• Norman Borlaug: A great man
    6 replies, posted
Borlaug (March 25, 1914 – September 12, 2009) Was An American agronomist and humanitarian. [IMG]http://upload.wikimedia.org/wikipedia/commons/b/ba/Norman_Borlaug.jpg[/IMG] [quote]At the time of his death Borlaug was one of six people to have ever won the Nobel Peace Prize, the Presidential Medal of Freedom and the Congressional Gold Medal. He was also rewarded with Padma Vibhushan, which is Indias second highest civilian honor. Borlaug received his Ph.D. in plant pathology and genetics from the University of Minnesota in 1942. He took up an agricultural research position in Mexico where he developed semi-dwarf, high-yield, disease-resistant wheat varieties. During the mid-20th century, Borlaug led the introduction of these high-yielding varieties combined with modern agricultural production techniques to Mexico, Pakistan, and India. As a result, Mexico became a net exporter of wheat by 1963. Between 1965 and 1970, wheat yields nearly doubled in Pakistan and India, greatly improving the food security in those nations. These collective increases in yield have been labeled the Green Revolution, and [B]Borlaug is often credited with saving over a billion people worldwide from starvation.[/B] He was awarded the Nobel Peace Prize in 1970 in recognition of his contributions to world peace through increasing food supply. Later in his life, he helped apply these methods of increasing food production to Asia and Africa.[/quote] You can read the rest of the wikipedia entry here: [url]http://en.wikipedia.org/wiki/Norman_Borlaug[/url] After reading about Borlaug i just felt like making a thread about him, the things this man did are just amazing, he changed the world. Even after all he did, many still criticized his work saying that crossbreeding plants was unnatural, to which he responded: [quote]"Some of the environmental lobbyists of the Western nations are the salt of the earth, but many of them are elitists. They've never experienced the physical sensation of hunger. They do their lobbying from comfortable office suites in Washington or Brussels. If they lived just one month amid the misery of the developing world, as I have for fifty years, they'd be crying out for tractors and fertilizer and irrigation canals and be outraged that fashionable elitists back home were trying to deny them these things"[/quote]

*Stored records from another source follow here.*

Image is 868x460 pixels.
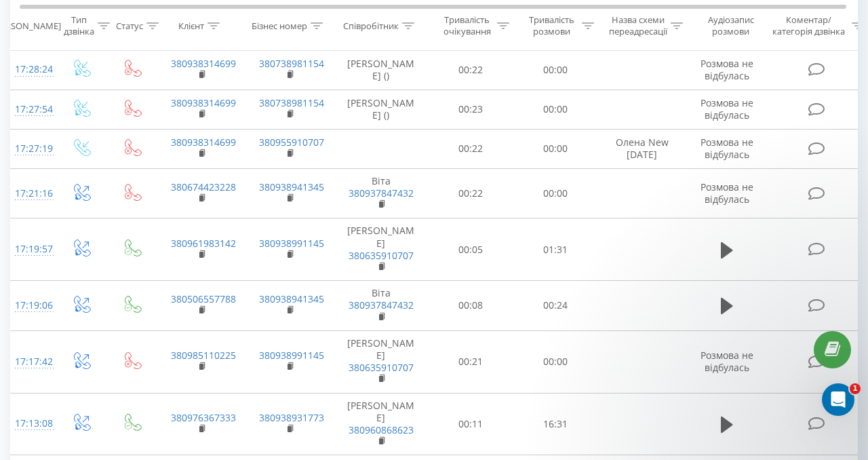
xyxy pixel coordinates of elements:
span: 1 [850,384,861,395]
td: Віта [334,168,428,219]
td: 00:05 [428,219,513,281]
td: [PERSON_NAME] () [334,51,428,89]
td: Олена New [DATE] [599,129,686,168]
div: Тривалість розмови [525,14,578,38]
div: Клієнт [178,19,204,31]
span: Розмова не відбулась [701,180,753,205]
td: [PERSON_NAME] () [334,89,428,129]
td: 00:00 [513,168,599,219]
div: 17:21:16 [15,180,42,207]
div: 17:27:19 [15,136,42,162]
a: 380937847432 [348,187,414,200]
div: 17:13:08 [15,410,42,437]
td: 01:31 [513,219,599,281]
a: 380738981154 [259,57,325,70]
td: 00:00 [513,129,599,168]
a: 380938931773 [259,411,325,424]
div: Назва схеми переадресації [609,14,668,38]
div: Тип дзвінка [63,14,95,38]
a: 380506557788 [171,293,236,305]
div: Статус [116,19,143,31]
td: 00:22 [428,51,513,89]
div: Співробітник [343,19,399,31]
td: 00:22 [428,168,513,219]
div: 17:19:57 [15,236,42,262]
iframe: Intercom live chat [822,384,854,416]
div: 17:19:06 [15,293,42,319]
td: Віта [334,281,428,331]
a: 380938941345 [259,293,325,305]
span: Розмова не відбулась [701,57,753,82]
a: 380938314699 [171,57,236,70]
a: 380976367333 [171,411,236,424]
td: 00:00 [513,330,599,393]
a: 380674423228 [171,180,236,193]
td: 00:00 [513,89,599,129]
td: 00:11 [428,393,513,455]
div: Бізнес номер [252,19,307,31]
div: 17:28:24 [15,56,42,83]
a: 380938991145 [259,236,325,249]
a: 380635910707 [348,249,414,262]
span: Розмова не відбулась [701,97,753,121]
td: 00:23 [428,89,513,129]
a: 380938314699 [171,97,236,109]
td: 00:08 [428,281,513,331]
a: 380985110225 [171,349,236,362]
td: 00:24 [513,281,599,331]
a: 380960868623 [348,423,414,436]
span: Розмова не відбулась [701,349,753,374]
a: 380938941345 [259,180,325,193]
td: [PERSON_NAME] [334,393,428,455]
span: Розмова не відбулась [701,136,753,161]
td: [PERSON_NAME] [334,219,428,281]
a: 380938991145 [259,349,325,362]
td: 00:00 [513,51,599,89]
td: [PERSON_NAME] [334,330,428,393]
td: 00:22 [428,129,513,168]
td: 00:21 [428,330,513,393]
a: 380738981154 [259,97,325,109]
a: 380635910707 [348,361,414,374]
div: 17:27:54 [15,97,42,123]
a: 380937847432 [348,299,414,312]
a: 380938314699 [171,136,236,149]
td: 16:31 [513,393,599,455]
div: Тривалість очікування [440,14,494,38]
div: 17:17:42 [15,349,42,375]
a: 380955910707 [259,136,325,149]
div: Аудіозапис розмови [698,14,764,38]
div: Коментар/категорія дзвінка [769,14,849,38]
a: 380961983142 [171,236,236,249]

he was a bit quite at parties but yeah he was a fun guy
I remember when he died and I was all like :smith:
Norman Borlaug: The Unsung Hero Of Mankind Honestly they should teach kids about people like him. Then the world would be a better place.
How have I never heard of this guy?
[QUOTE=:v:;24945023]How have I never heard of this guy?[/QUOTE] Because the world takes way too many things for granted :smith:
Oh yeah, I remember him from Penn & Teller, hippies trying to deny starving countries food because it isn't "organic", and they even succeded in convincing some countries that the food is bad.